2. Deep Losses in Wet-Process Phosphoric Acid Segment
– Persistently high sulfur prices have driven wet-process phosphoric acid profitability down to ?RMB 1,197/ton; the entire sector faces severe margin pressure, prompting some plants to reduce operating loads or conduct unscheduled maintenance shutdowns.
3. Regional Price Divergence
– Yunnan led regional yellow phosphorus price gains, reaching RMB 32,000/ton on May 22.
– East China (Jiangsu & Shandong): Quotations for 85% wet-process phosphoric acid held firm at RMB 10,200–10,300/ton.
IV. Forward Outlook
1. Short-Term (1–2 Weeks)
– Prices Likely to Remain Elevated and Resilient: Supply tightening and strong cost support—combined with stable new-energy demand—suggest continued high-level price volatility with upward bias.
– Accumulating Risks: Phosphoric acid prices have reached historical highs; downstream acceptance of elevated pricing is waning, and deep losses in the wet-process segment may constrain demand release pace—raising risks of “price without volume”.
2. Medium-Term (1–3 Months)
– Supply Recovery Expectations: If the Guizhou incident proves short-lived and new capacity gradually comes online (e.g., the 50,000-ton yellow phosphorus project in Kaiyang County), prices may face downward pressure.

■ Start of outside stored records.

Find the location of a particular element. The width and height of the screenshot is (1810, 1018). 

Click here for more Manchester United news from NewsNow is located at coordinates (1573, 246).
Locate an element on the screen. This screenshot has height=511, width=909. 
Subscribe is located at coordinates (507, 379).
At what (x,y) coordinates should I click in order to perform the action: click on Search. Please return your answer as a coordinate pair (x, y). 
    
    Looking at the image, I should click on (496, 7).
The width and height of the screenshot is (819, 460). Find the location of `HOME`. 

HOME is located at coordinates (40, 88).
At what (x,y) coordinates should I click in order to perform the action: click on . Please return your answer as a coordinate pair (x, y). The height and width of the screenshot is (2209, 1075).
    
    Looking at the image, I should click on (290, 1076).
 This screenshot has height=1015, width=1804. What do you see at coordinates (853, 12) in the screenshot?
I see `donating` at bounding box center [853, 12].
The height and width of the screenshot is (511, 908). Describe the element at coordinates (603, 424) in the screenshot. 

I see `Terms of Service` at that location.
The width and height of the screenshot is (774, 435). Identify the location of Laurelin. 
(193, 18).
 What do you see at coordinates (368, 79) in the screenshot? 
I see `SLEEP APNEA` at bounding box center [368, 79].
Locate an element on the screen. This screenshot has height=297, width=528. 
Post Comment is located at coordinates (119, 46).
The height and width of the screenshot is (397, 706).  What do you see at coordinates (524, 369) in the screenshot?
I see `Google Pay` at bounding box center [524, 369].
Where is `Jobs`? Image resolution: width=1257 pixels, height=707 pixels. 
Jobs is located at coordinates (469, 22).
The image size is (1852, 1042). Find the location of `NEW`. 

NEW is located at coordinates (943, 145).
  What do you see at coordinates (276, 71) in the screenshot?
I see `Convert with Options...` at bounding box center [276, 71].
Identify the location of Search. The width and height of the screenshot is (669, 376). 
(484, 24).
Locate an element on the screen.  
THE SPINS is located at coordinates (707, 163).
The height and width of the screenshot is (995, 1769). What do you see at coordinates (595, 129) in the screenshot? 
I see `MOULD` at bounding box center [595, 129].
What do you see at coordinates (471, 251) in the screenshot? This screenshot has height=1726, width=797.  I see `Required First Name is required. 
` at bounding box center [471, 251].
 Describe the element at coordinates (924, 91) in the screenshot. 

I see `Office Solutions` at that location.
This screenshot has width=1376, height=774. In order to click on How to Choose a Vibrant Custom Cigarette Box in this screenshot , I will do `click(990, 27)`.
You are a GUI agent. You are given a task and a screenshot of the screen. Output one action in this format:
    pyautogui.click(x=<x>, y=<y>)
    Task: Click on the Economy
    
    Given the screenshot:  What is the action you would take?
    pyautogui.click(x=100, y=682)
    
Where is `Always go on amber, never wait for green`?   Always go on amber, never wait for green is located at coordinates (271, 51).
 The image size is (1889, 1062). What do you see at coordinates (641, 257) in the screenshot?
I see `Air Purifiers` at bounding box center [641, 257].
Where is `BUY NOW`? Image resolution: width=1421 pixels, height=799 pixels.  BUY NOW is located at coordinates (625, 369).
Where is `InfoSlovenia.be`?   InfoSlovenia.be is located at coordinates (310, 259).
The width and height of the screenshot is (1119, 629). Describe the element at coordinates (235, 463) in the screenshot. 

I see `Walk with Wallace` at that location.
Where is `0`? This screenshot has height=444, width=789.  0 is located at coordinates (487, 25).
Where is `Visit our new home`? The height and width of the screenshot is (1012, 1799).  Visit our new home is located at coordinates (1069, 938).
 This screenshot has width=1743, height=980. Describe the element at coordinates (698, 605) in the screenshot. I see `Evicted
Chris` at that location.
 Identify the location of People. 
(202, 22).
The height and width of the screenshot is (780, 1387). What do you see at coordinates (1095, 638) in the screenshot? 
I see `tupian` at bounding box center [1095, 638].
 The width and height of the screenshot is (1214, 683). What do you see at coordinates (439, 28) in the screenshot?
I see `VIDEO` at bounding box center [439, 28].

– Structural Demand Growth: Continued LFP demand will sustain yellow phosphorus consumption; however, fertilizer sector recovery hinges critically on sulfur price trends.
3. Long-Term (6+ Months)
– Policy and Resource Dynamics: Policies promoting tiered development of phosphate resources (e.g., Kaiyang’s “High-Quality Ore, Precision Development”) will optimize supply structure—but geopolitical factors (e.g., sulfur import dependence) and environmental regulation remain key variables.
– Technological Substitution Risk: The cost inversion between thermal and wet-process phosphoric acid may accelerate industrial process transformation, reshaping long-term yellow phosphorus demand patterns.
V. Key Monitoring Indicators
1. Yellow phosphorus price trajectory and duration of Guizhou incident impact.
2. Scope and scale of wet-process phosphoric acid production cuts.
3. Signals of downstream new-energy enterprise procurement strategy adjustments (e.g., LFP producers’ ability to absorb price hikes).
4. International price linkage effects between phosphate rock and sulfur.